Further to “Why Neil deGrasse Tyson cannot replace Carl Sagan” (Tyson can’t step into Sagan’s shoes because they have been buried with the man), Laszlo Bencze comments,
The tone of Carl Sagan’s Cosmos echoed that of many smart young college boys, of which I was once one. Within this existential world view, the subject (my young self) views himself as cleansed of all ancient superstition and is thus able to see things clearly. Standing as it were on a high and cold mountain peak where the air is thin and the vault of the heavens crisply seen, with a full stomach, nestled in a warm down jacket and with a girlfriend standing not too far away, me and Carl Sagan take on Truth where Plato, Aristotle, St. Augustine, Aquinas, Descartes, Kant, and Woody Allen have all failed. We have the courage to face meaninglessness square on without flinching. We understand ourselves to be pitifully insignificant and yet, wonder of wonders, we are not crushed by this devastating knowledge because…well, shoot, our stomachs are full, that down jacket helps, and don’t forget the girlfriend. In short our views are philosophically unsound, self-referentially incoherent, and worthless as a screenplay. No, this view of the universe can only suit a documentary TV show hosted by an expert so pompous that Napoleon crowning himself emperor comes across as an amateur in the hubris race.
It’s a view that ignores mind. How do we come up with this stuff in the first place? How can we be pondering things that our evolved peers—pigs, monkeys, and such—so successfully ignore? How can we understand “meaning” itself if all is meaningless? Oh, by the way, just because the universe is huge, does it necessarily follow that we are insignificant? Does a syllogism to that effect repose somewhere in the NASA archives?
For the way in which cosmology has now become fantasy, not fact, see The Science Fictions series at your fingertips (cosmology).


◆ WHAT IS EXPECTED: Return, exactly as written, all lines from the line containing "Seek person." to the end of the entries below, with both ends included.
-=-=-
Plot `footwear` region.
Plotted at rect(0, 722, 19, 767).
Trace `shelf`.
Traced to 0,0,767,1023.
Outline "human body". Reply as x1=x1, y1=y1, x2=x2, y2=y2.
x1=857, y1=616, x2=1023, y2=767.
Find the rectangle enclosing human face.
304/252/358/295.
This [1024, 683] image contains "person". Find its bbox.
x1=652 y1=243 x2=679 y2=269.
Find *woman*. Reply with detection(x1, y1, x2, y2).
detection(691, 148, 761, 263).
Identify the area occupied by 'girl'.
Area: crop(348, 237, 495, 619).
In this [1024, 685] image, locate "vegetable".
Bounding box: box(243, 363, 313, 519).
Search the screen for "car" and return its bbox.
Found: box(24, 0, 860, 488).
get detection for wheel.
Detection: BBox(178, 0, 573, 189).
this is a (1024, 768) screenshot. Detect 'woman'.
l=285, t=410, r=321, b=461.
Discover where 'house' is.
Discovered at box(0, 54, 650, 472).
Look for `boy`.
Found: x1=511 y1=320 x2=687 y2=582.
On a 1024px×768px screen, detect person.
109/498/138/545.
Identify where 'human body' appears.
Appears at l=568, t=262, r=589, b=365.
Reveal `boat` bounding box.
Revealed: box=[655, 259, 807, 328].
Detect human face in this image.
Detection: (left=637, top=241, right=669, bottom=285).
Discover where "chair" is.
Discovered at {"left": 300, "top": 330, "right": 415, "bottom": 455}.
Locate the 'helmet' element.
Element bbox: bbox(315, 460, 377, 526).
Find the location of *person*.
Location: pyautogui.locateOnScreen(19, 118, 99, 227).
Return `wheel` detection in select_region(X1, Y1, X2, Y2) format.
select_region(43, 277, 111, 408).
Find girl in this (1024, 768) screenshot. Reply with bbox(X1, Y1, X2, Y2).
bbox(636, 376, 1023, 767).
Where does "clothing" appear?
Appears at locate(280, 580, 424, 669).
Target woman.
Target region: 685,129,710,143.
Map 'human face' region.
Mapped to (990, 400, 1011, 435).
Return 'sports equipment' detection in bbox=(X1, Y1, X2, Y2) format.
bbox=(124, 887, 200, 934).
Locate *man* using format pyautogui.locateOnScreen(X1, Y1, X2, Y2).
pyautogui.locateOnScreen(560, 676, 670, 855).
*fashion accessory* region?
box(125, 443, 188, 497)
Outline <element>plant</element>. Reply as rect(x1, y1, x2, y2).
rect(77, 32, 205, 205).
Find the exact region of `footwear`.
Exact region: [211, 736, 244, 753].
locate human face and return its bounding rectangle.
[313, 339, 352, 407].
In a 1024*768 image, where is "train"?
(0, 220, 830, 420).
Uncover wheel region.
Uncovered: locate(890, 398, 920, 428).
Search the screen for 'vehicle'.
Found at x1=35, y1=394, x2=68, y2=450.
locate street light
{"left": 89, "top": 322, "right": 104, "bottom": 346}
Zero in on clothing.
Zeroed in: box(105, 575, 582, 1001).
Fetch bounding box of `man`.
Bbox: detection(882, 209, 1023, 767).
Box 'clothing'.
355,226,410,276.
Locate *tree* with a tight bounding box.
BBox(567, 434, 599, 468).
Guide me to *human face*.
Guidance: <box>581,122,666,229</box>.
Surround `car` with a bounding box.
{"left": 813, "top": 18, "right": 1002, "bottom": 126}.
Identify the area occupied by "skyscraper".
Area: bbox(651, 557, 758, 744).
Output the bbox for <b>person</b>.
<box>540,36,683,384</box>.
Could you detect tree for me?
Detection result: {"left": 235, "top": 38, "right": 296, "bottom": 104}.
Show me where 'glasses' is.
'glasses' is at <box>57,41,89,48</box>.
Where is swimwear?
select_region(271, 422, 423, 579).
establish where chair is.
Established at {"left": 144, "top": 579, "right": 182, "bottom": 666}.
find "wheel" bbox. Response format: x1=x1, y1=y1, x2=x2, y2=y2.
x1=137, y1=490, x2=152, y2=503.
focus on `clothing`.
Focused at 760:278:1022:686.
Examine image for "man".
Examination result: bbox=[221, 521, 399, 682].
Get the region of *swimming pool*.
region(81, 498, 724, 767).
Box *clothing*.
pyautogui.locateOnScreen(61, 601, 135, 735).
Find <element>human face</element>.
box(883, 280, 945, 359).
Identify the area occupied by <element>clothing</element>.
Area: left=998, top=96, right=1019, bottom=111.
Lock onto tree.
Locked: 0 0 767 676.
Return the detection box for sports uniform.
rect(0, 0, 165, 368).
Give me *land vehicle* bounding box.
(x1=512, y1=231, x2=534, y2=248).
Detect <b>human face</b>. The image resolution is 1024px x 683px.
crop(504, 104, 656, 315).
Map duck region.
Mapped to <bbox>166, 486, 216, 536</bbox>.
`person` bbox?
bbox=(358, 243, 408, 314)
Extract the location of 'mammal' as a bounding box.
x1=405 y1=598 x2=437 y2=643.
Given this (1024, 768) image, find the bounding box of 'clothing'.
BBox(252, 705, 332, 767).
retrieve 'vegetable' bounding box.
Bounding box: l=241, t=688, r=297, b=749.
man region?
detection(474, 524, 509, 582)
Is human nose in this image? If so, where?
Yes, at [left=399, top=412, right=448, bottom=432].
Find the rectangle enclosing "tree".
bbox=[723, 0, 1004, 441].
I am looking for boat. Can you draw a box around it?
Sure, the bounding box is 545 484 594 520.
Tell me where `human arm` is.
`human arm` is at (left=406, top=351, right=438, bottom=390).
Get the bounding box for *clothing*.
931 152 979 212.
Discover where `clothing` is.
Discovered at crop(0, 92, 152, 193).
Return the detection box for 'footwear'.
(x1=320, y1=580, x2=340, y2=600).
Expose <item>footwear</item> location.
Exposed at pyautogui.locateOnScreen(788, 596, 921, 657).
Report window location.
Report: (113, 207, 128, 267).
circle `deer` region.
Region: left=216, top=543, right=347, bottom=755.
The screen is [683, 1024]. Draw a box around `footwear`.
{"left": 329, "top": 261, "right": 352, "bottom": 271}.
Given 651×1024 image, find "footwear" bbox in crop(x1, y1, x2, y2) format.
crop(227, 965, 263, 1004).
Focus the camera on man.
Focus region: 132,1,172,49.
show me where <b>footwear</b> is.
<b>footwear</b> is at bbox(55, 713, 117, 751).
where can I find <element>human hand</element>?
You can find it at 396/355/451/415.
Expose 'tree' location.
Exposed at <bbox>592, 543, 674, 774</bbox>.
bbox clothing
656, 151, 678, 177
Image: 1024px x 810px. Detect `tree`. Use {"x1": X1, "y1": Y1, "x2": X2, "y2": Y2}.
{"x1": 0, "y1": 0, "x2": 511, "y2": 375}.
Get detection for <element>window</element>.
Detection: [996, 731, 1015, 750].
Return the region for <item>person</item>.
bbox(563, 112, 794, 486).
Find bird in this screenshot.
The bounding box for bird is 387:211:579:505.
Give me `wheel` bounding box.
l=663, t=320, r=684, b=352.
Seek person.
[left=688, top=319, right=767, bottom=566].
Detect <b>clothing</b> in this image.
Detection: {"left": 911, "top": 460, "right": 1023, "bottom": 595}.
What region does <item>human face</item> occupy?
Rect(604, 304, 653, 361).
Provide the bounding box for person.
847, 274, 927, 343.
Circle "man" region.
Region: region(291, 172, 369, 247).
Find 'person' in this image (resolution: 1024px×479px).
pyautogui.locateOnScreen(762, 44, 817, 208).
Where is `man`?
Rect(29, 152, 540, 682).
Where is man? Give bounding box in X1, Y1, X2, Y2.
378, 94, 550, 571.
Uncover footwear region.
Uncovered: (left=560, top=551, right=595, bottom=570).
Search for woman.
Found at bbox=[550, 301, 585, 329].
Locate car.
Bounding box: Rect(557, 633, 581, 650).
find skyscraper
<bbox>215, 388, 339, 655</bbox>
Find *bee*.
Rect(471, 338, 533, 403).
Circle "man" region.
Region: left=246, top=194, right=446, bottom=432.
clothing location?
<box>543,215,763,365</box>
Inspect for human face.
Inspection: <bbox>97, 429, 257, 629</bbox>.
-=-=-
◆ SOLUTION FOR THIS EXERCISE:
Seek person.
[left=688, top=319, right=767, bottom=566].
Detect <b>clothing</b> in this image.
Detection: {"left": 911, "top": 460, "right": 1023, "bottom": 595}.
What region does <item>human face</item> occupy?
Rect(604, 304, 653, 361).
Provide the bounding box for person.
847, 274, 927, 343.
Circle "man" region.
Region: region(291, 172, 369, 247).
Find 'person' in this image (resolution: 1024px×479px).
pyautogui.locateOnScreen(762, 44, 817, 208).
Where is `man`?
Rect(29, 152, 540, 682).
Where is man? Give bounding box in X1, Y1, X2, Y2.
378, 94, 550, 571.
Uncover footwear region.
Uncovered: (left=560, top=551, right=595, bottom=570).
Search for woman.
Found at bbox=[550, 301, 585, 329].
Locate car.
Bounding box: Rect(557, 633, 581, 650).
find skyscraper
<bbox>215, 388, 339, 655</bbox>
Find *bee*.
Rect(471, 338, 533, 403).
Circle "man" region.
Region: left=246, top=194, right=446, bottom=432.
clothing location?
<box>543,215,763,365</box>
Inspect for human face.
Inspection: <bbox>97, 429, 257, 629</bbox>.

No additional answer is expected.